The planet’s atmosphere is rich with nitrogen gas—it makes up almost four-fifths of every breath you take—but it’s recalcitrantly unreactive. The two atoms of nitrogen are locked firmly together by a triple bond; in fact,
nitrogen gas is the least reactive diatomic substance known. This makes it very difficult to convert nitrogen gas into accessible forms—to “fix” it. By the end of the nineteenth century it had become clear that figuring out how to fix nitrogen was critical to the progress of civilization itself—that chemistry had to come to the rescue of humanity.

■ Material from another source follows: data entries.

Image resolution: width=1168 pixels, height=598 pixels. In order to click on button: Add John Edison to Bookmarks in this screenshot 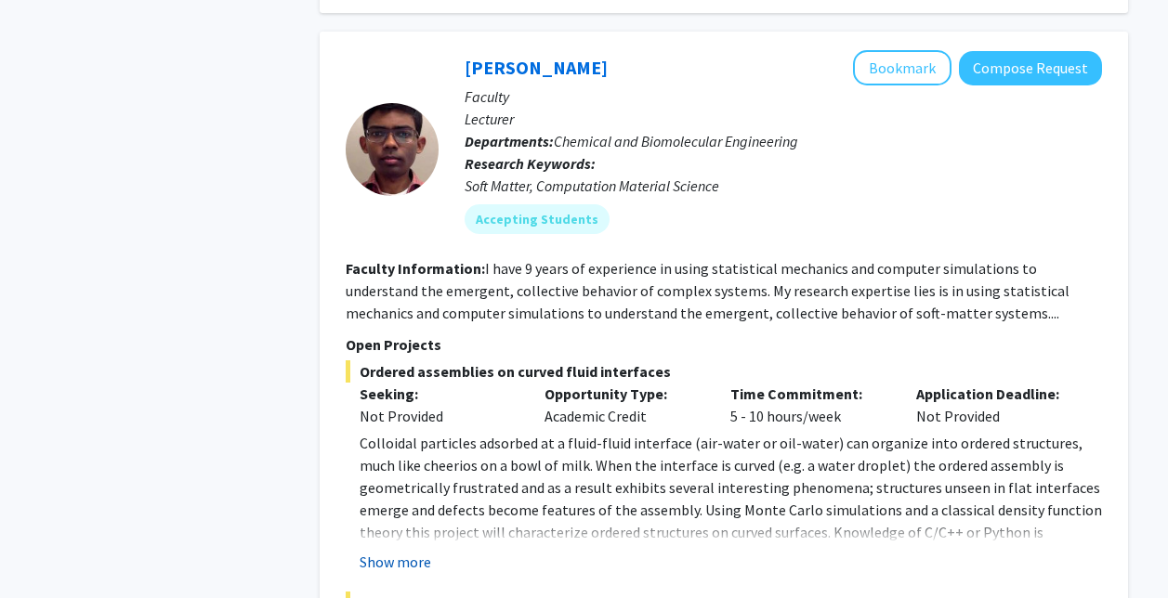, I will do `click(902, 68)`.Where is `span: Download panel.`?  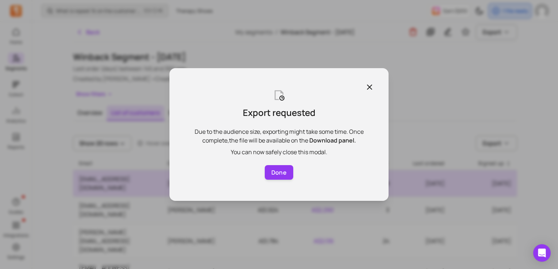 span: Download panel. is located at coordinates (333, 141).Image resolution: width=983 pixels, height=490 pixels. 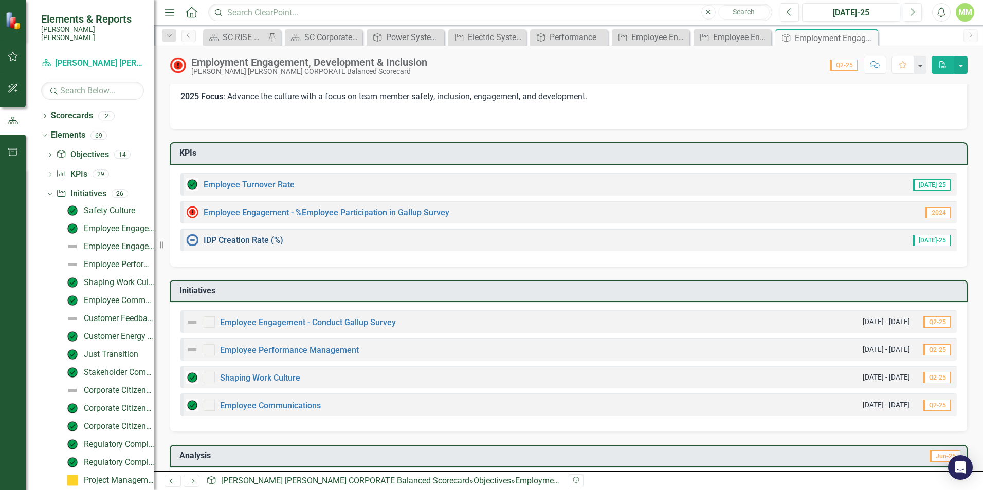 I want to click on a: Regulatory Compliance: GHG Rule, so click(x=109, y=463).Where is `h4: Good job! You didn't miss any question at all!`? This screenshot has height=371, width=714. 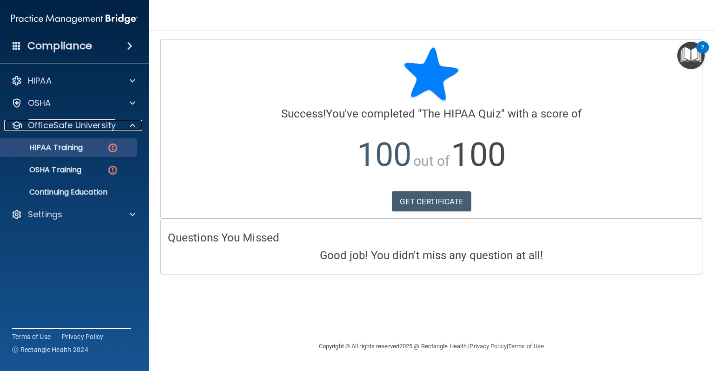
h4: Good job! You didn't miss any question at all! is located at coordinates (431, 256).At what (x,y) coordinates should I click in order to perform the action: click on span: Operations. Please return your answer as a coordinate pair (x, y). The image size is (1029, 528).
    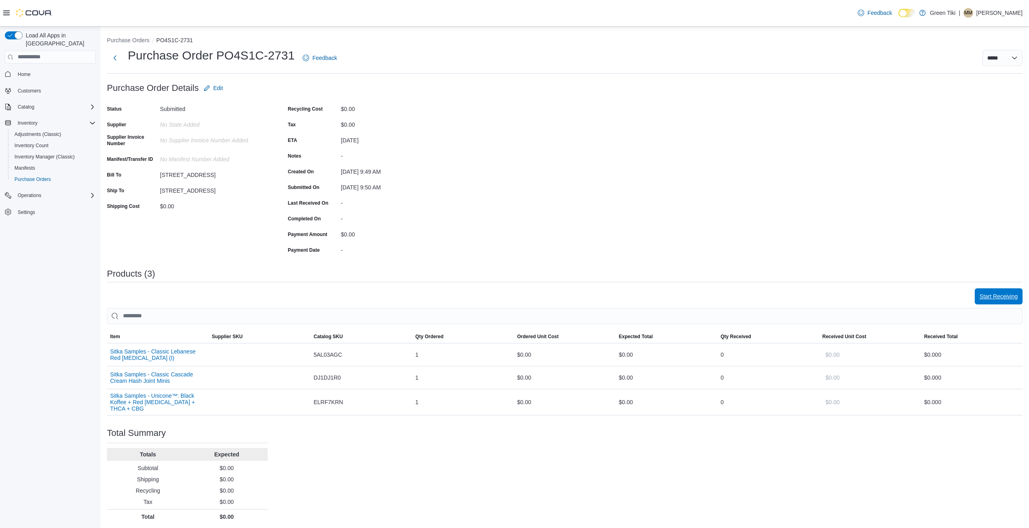
    Looking at the image, I should click on (29, 195).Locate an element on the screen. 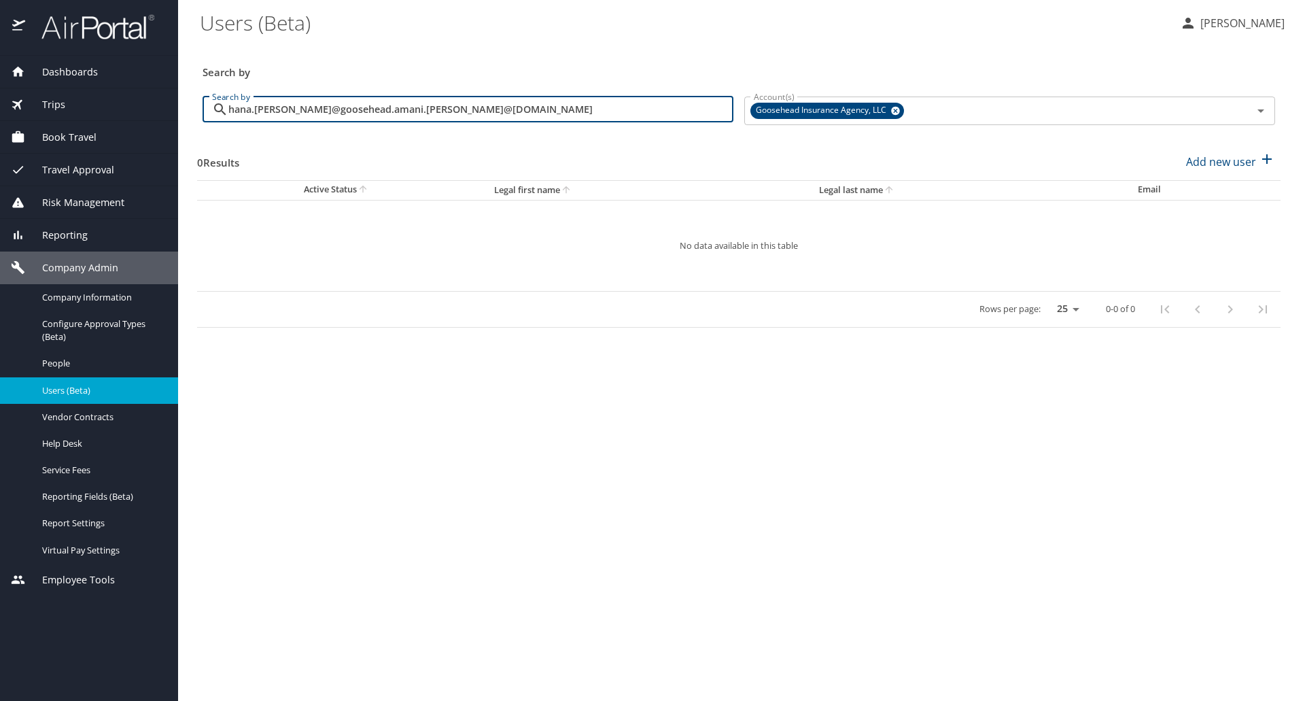 Image resolution: width=1305 pixels, height=701 pixels. select: rows per page is located at coordinates (1065, 309).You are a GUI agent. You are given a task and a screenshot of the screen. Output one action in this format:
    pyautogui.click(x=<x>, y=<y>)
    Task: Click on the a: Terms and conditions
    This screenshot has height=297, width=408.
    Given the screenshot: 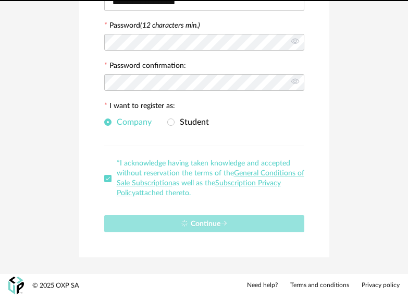 What is the action you would take?
    pyautogui.click(x=320, y=285)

The solution, discovered in 1909 and still used today, is known as the
Haber-Bosch process. On the face of it, the process appears beguilingly simple. Nitrogen, the most common gas in the Earth’s atmosphere, and hydrogen, the most abundant element in the entire universe, are the only raw materials and are mixed together in a one-to-three-parts recipe within a reactor and combined to form NH
3
—ammonia. Nitrogen can be simply sucked out of the air, and today
hydrogen is made from methane natural gas, but it can also be gathered from the electrolysis of water. Coaxing nitrogen into participating requires severing the sturdy bonds clamping the twin atoms together, and that requires a catalyst. A porous form of iron, with potassium hydroxide (the caustic potash we covered
here
) as a promoter to increase its effectiveness, works well for hustling this reaction along. The reaction is never complete, so the gases are cooled for the desired product to condense as ammonia rain to be drained off and stored, and the as-yet-unreacted gases are recycled back through the reactor repeatedly until virtually everything is successfully transformed. But, as with many things, the devil is in the details, and the Haber-Bosch process is actually pretty tricky to pull off.

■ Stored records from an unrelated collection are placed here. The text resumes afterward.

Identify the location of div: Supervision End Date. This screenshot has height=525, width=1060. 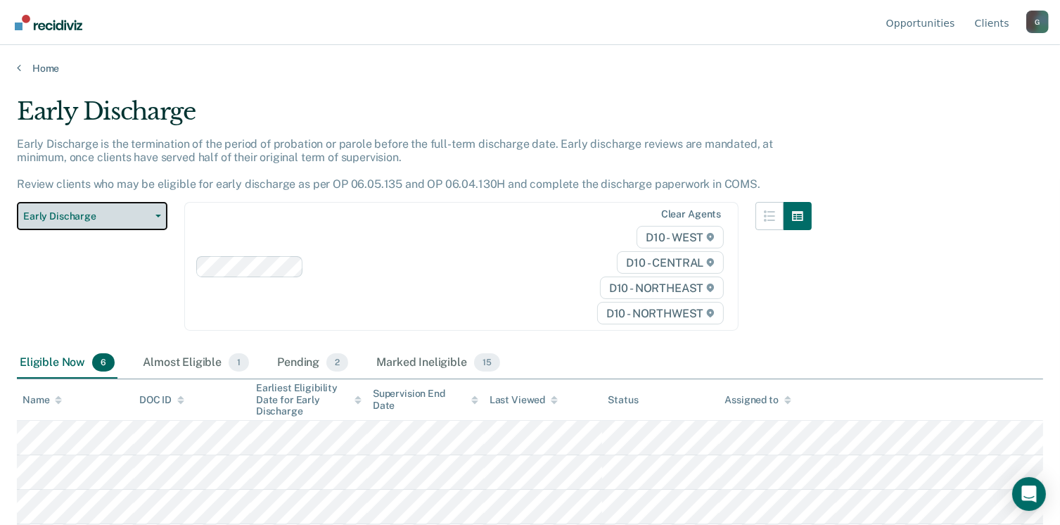
(426, 400).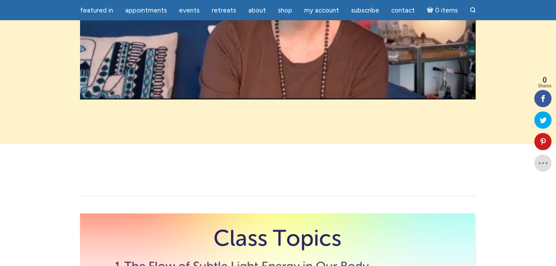 The width and height of the screenshot is (556, 266). Describe the element at coordinates (146, 10) in the screenshot. I see `span: Appointments` at that location. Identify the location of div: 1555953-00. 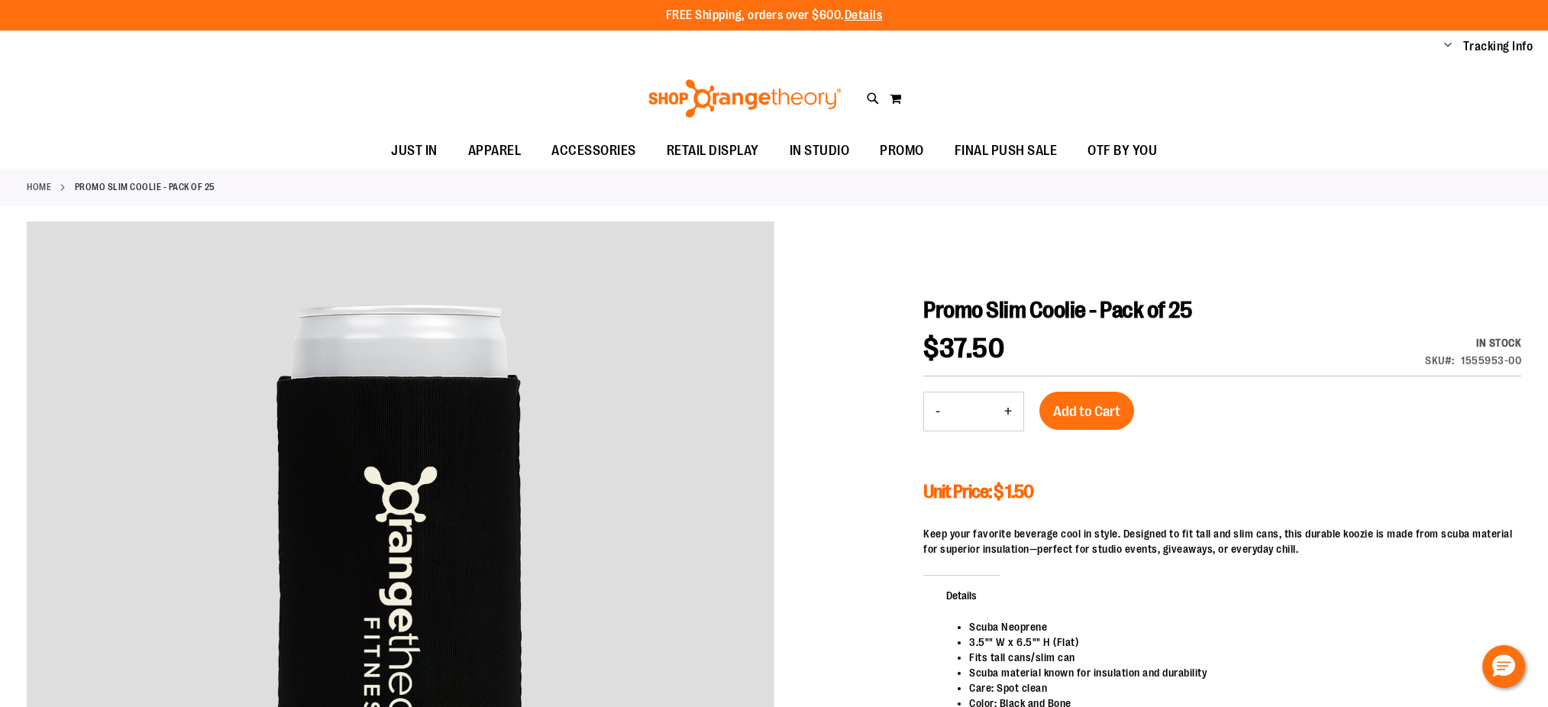
(1491, 360).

Many chemical reactions are essentially unidirectional: they are a one-way street of reactants recombining into products. For example, in a burning candle the waxy hydrocarbon molecules are oxidized by the combustion process into water and carbon dioxide, but the reverse transformation would never occur spontaneously. Other chemical processes, however, are reversible reactions, and the two opposing conversions run in both directions simultaneously. “Reactants” are transformed into “products,” but these are being converted back again at the same time. The conversion between a nitrogen-hydrogen mixture and ammonia is one such reversible process, and to tip the balance toward the desired compound, you need to carefully arrange the conditions within the reactor. For producing ammonia, this means running at a high temperature (around 450°C) and crushingly high pressure (around 200 atmospheres). And these extreme conditions for the reactor and pipework are why the Haber-Bosch process is so troublesome to run. Far more so than the other crucial processes we’ve looked at that require the heat of a furnace—such as glassmaking or metal smelting—pulling off nitrogen fixation is a feat of accomplished engineering. If your post-apocalyptic society can’t salvage a suitable reactor vessel, you’re
going to need to learn how to construct your own industrial pressure cooker.